• [PROBLEM STATEMENT]: Output word for word the lines from the one with "reading: 2.5625 in" to the final line of the data, both ends included, but skip the pictures.

Measuring device readout data:
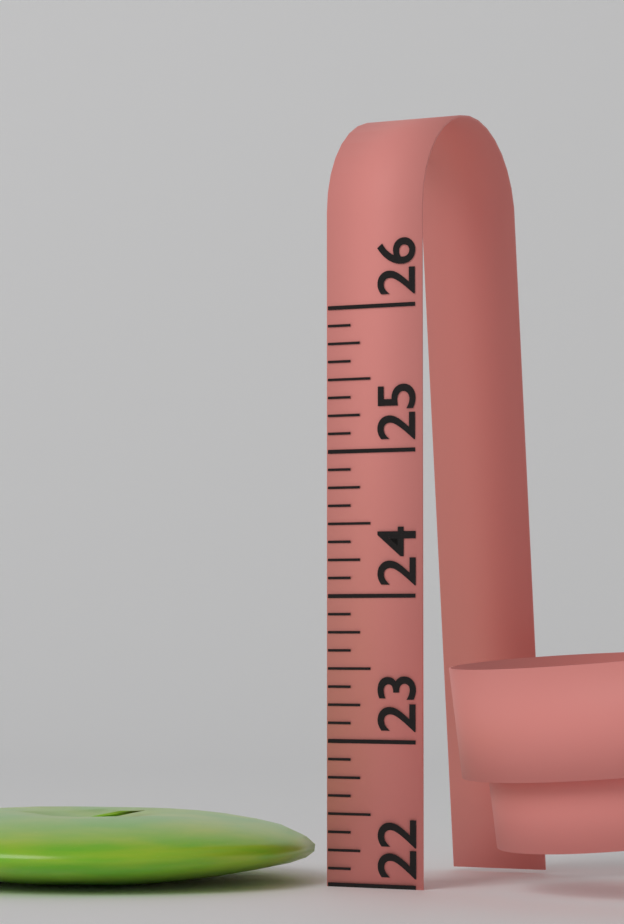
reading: 22.500 (no unit)
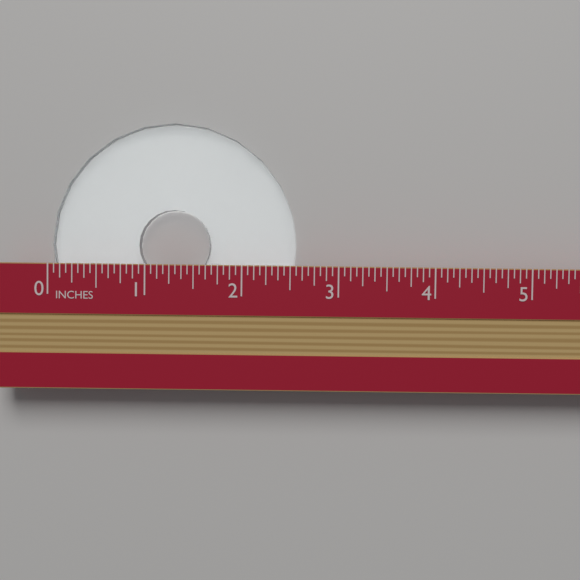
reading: 2.5625 in
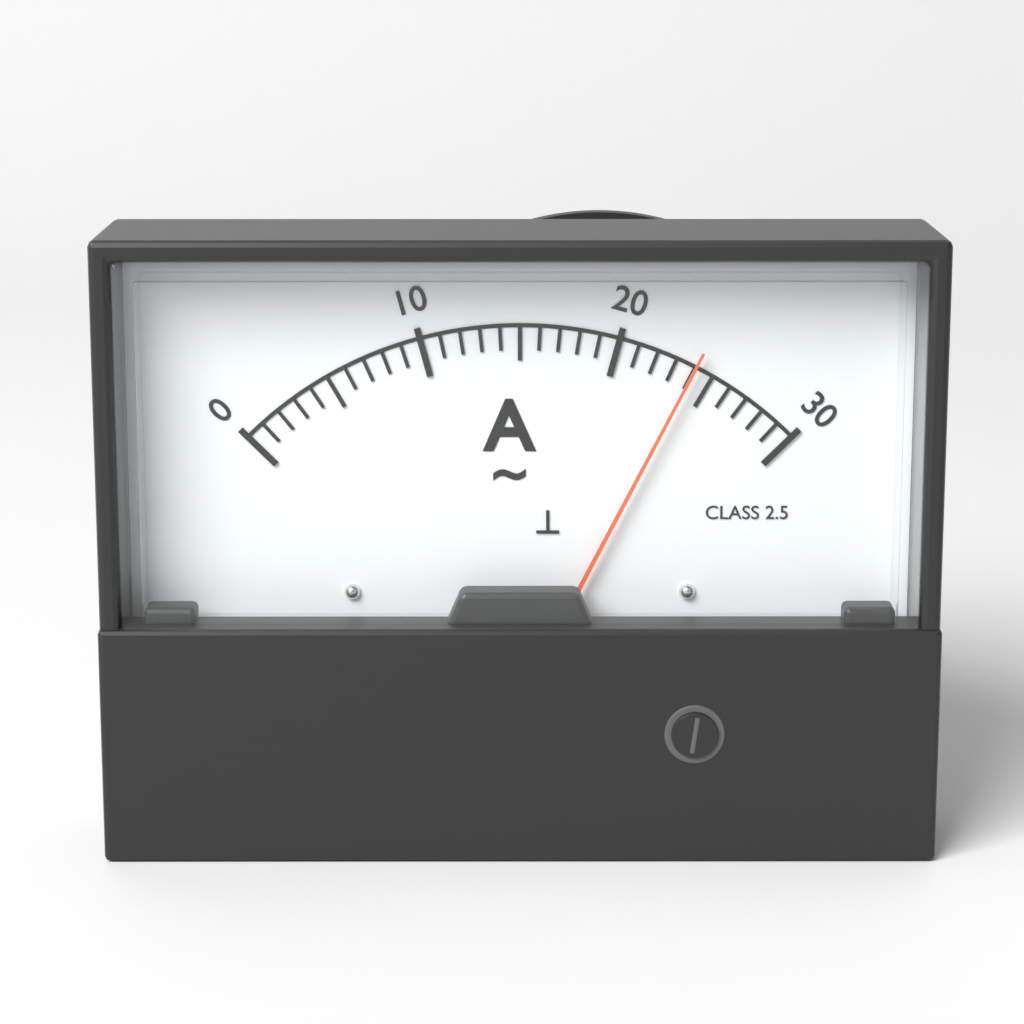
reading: 24 A
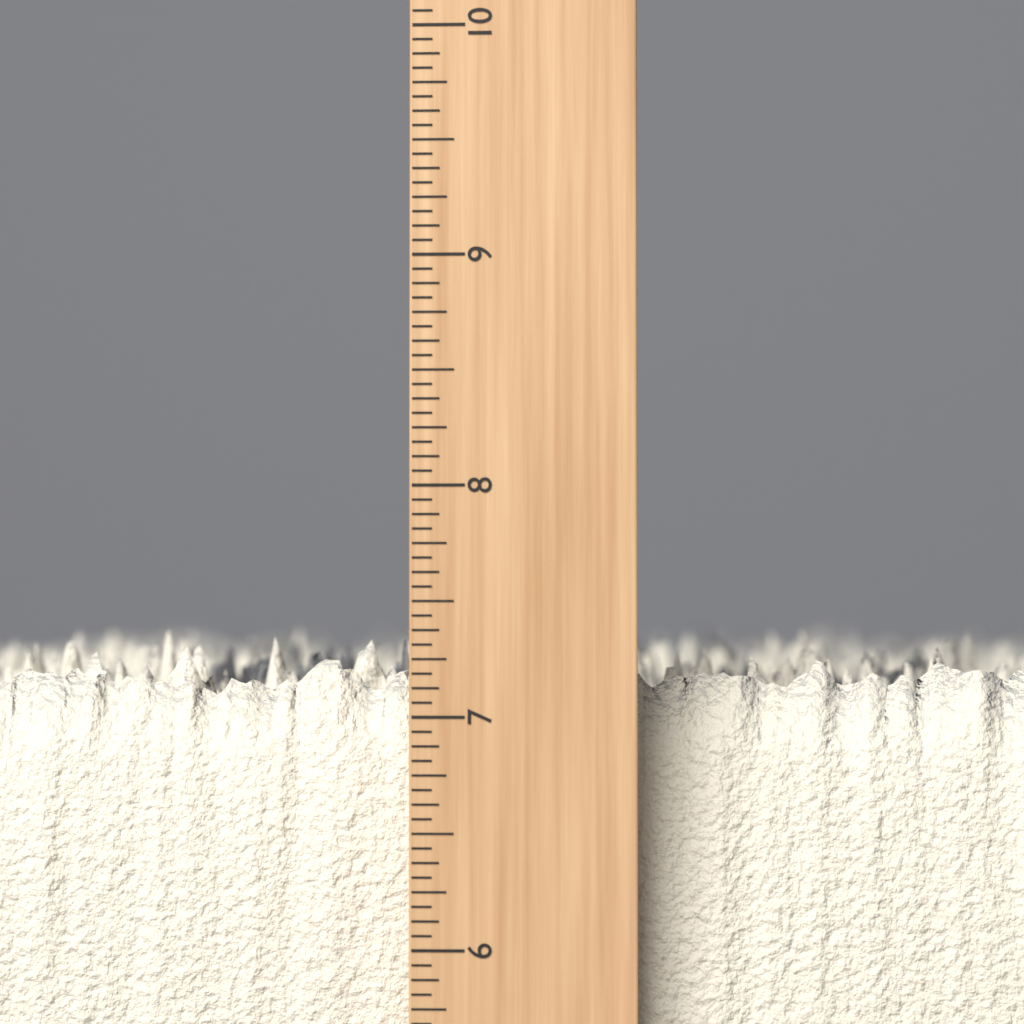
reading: 7.3750 inch
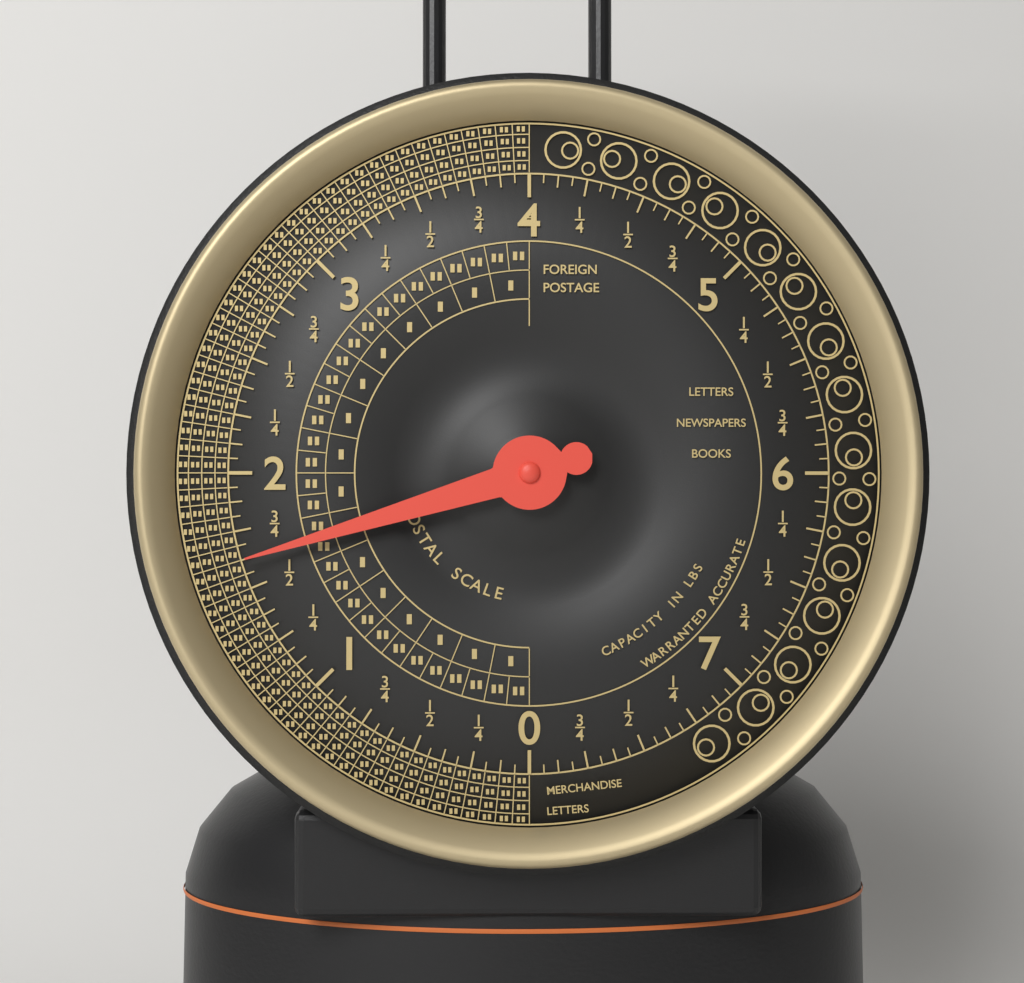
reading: 1.6250 lbs
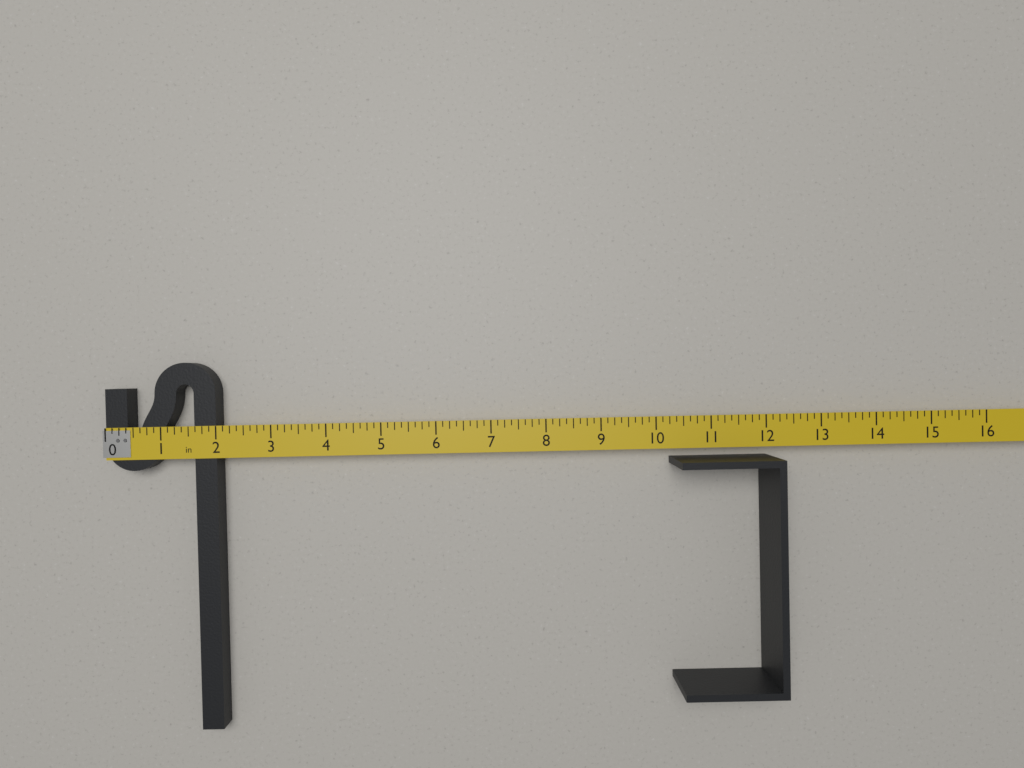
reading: 2.000 in
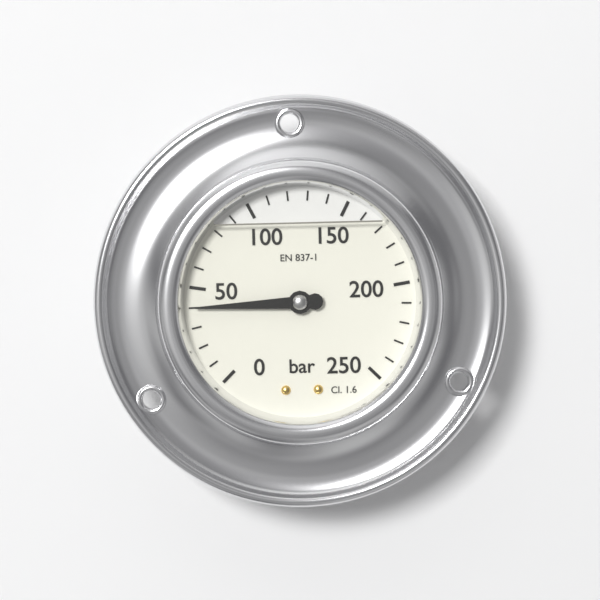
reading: 40 bar
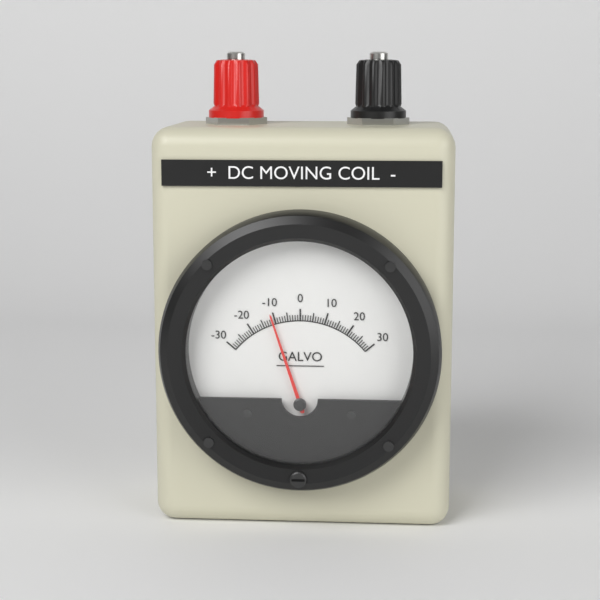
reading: -11 (no unit)
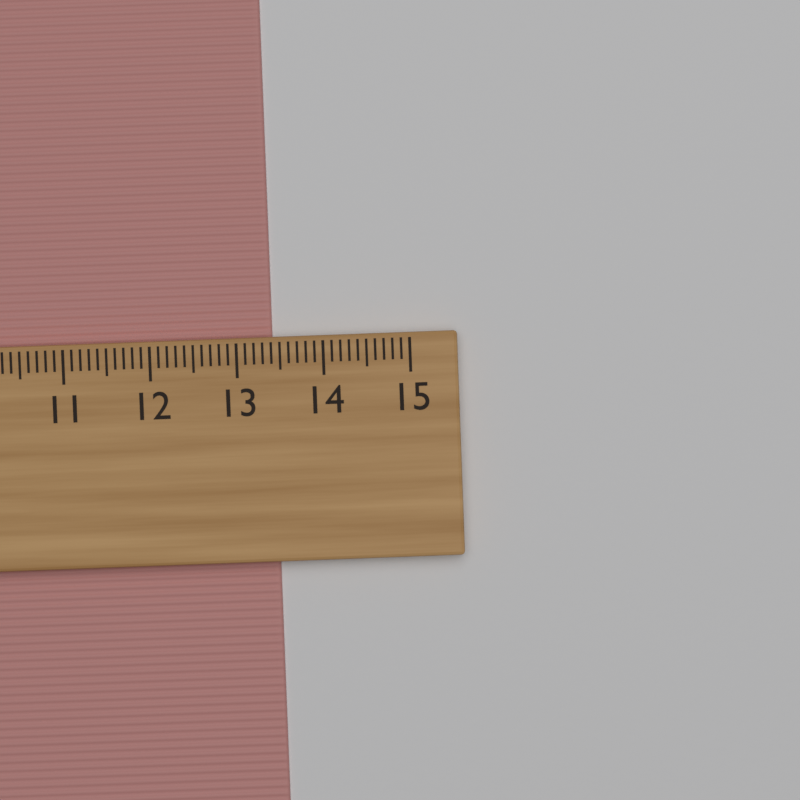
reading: 13.4 cm
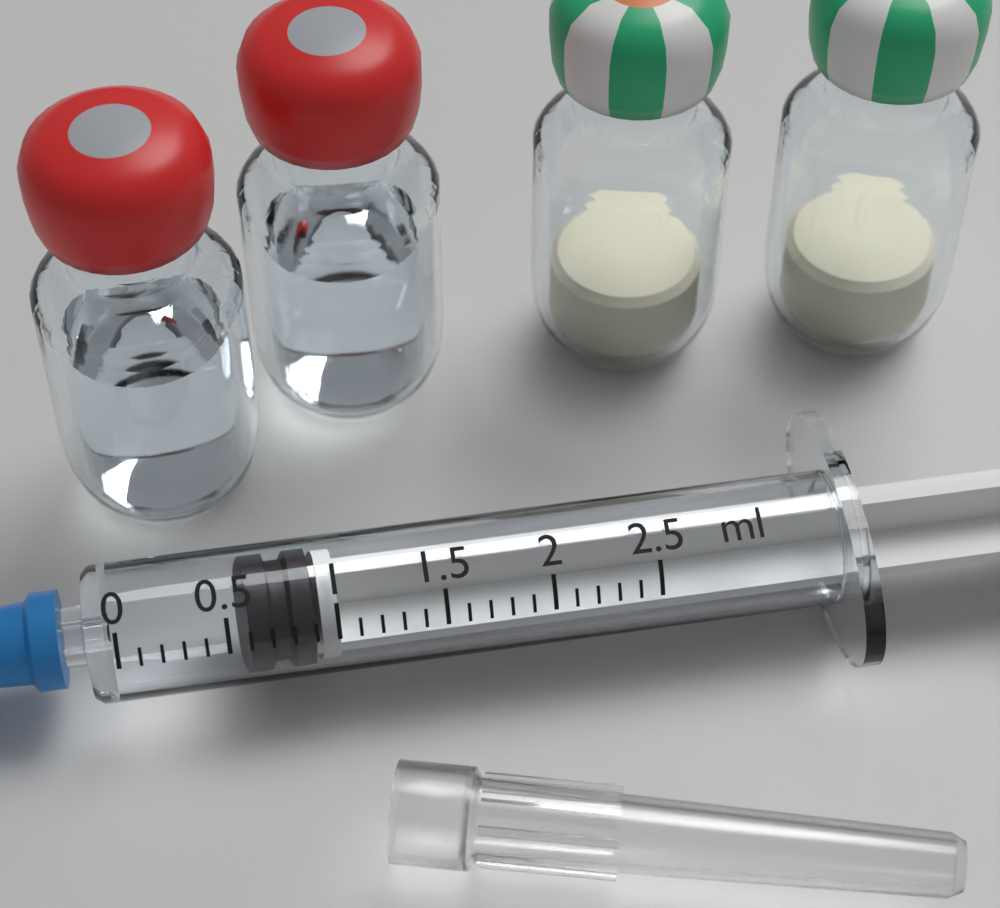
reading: 0.6 ml
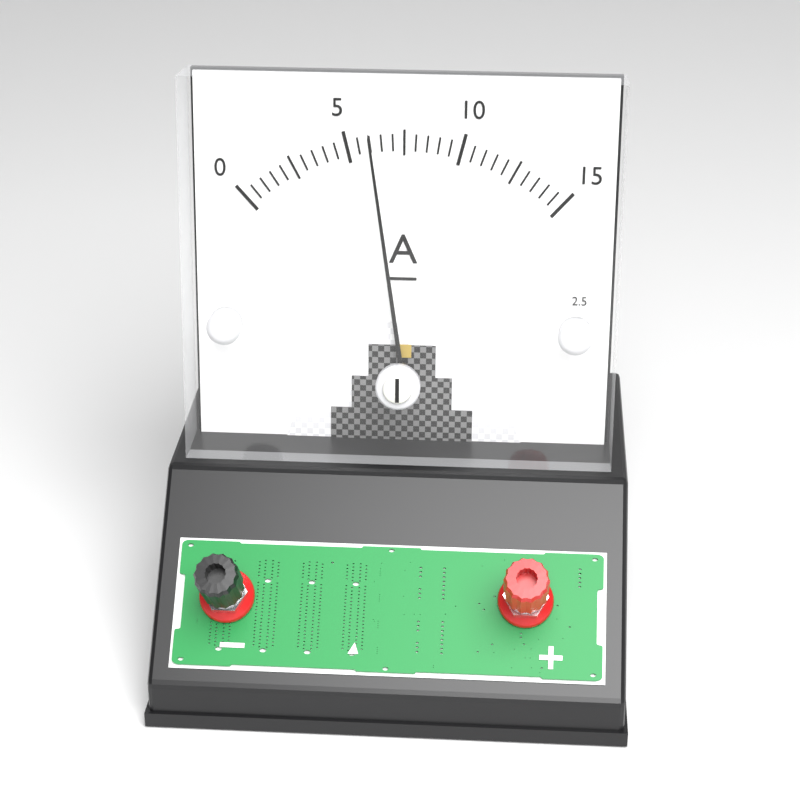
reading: 6.0 A
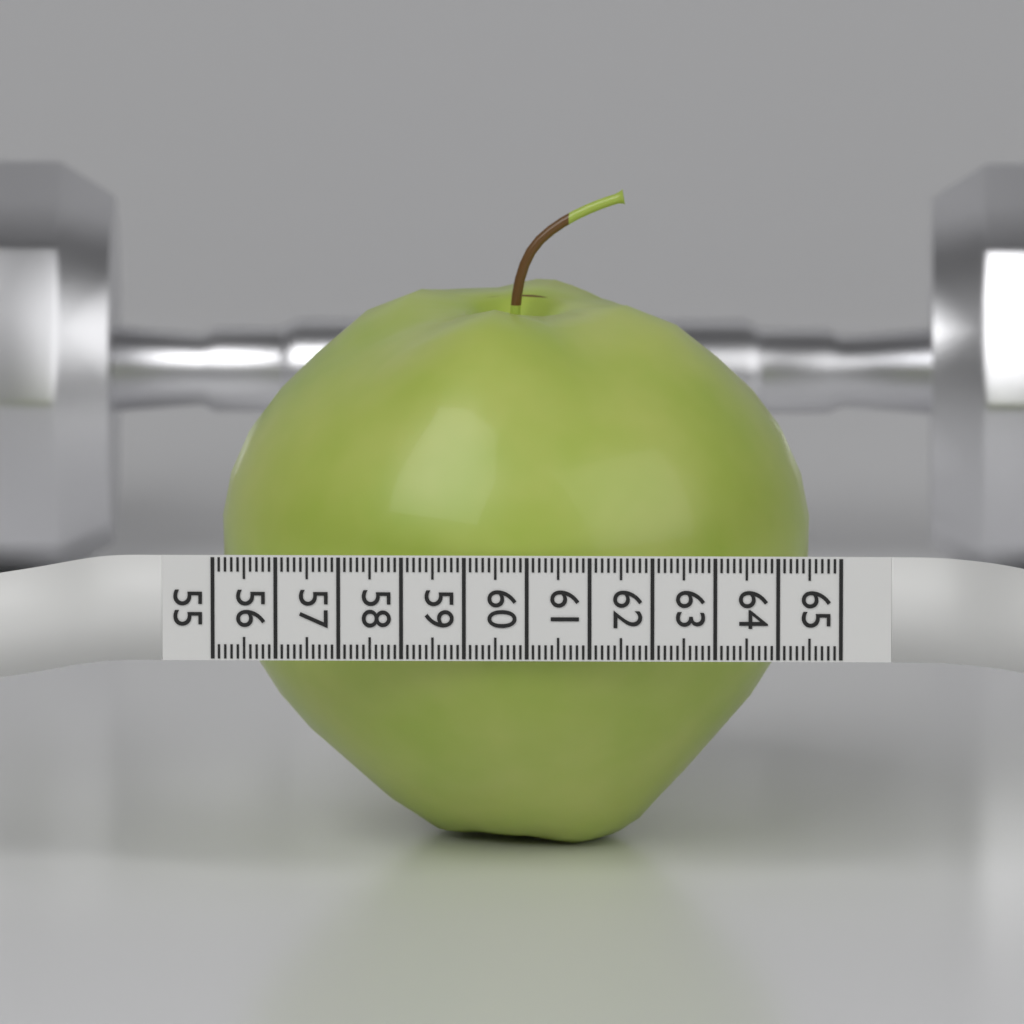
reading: 64.5 (no unit)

• [SOLUTION TO THE PROBLEM]:
reading: 2.5625 in
reading: 24 A
reading: 7.3750 inch
reading: 1.6250 lbs
reading: 2.000 in
reading: 40 bar
reading: -11 (no unit)
reading: 13.4 cm
reading: 0.6 ml
reading: 6.0 A
reading: 64.5 (no unit)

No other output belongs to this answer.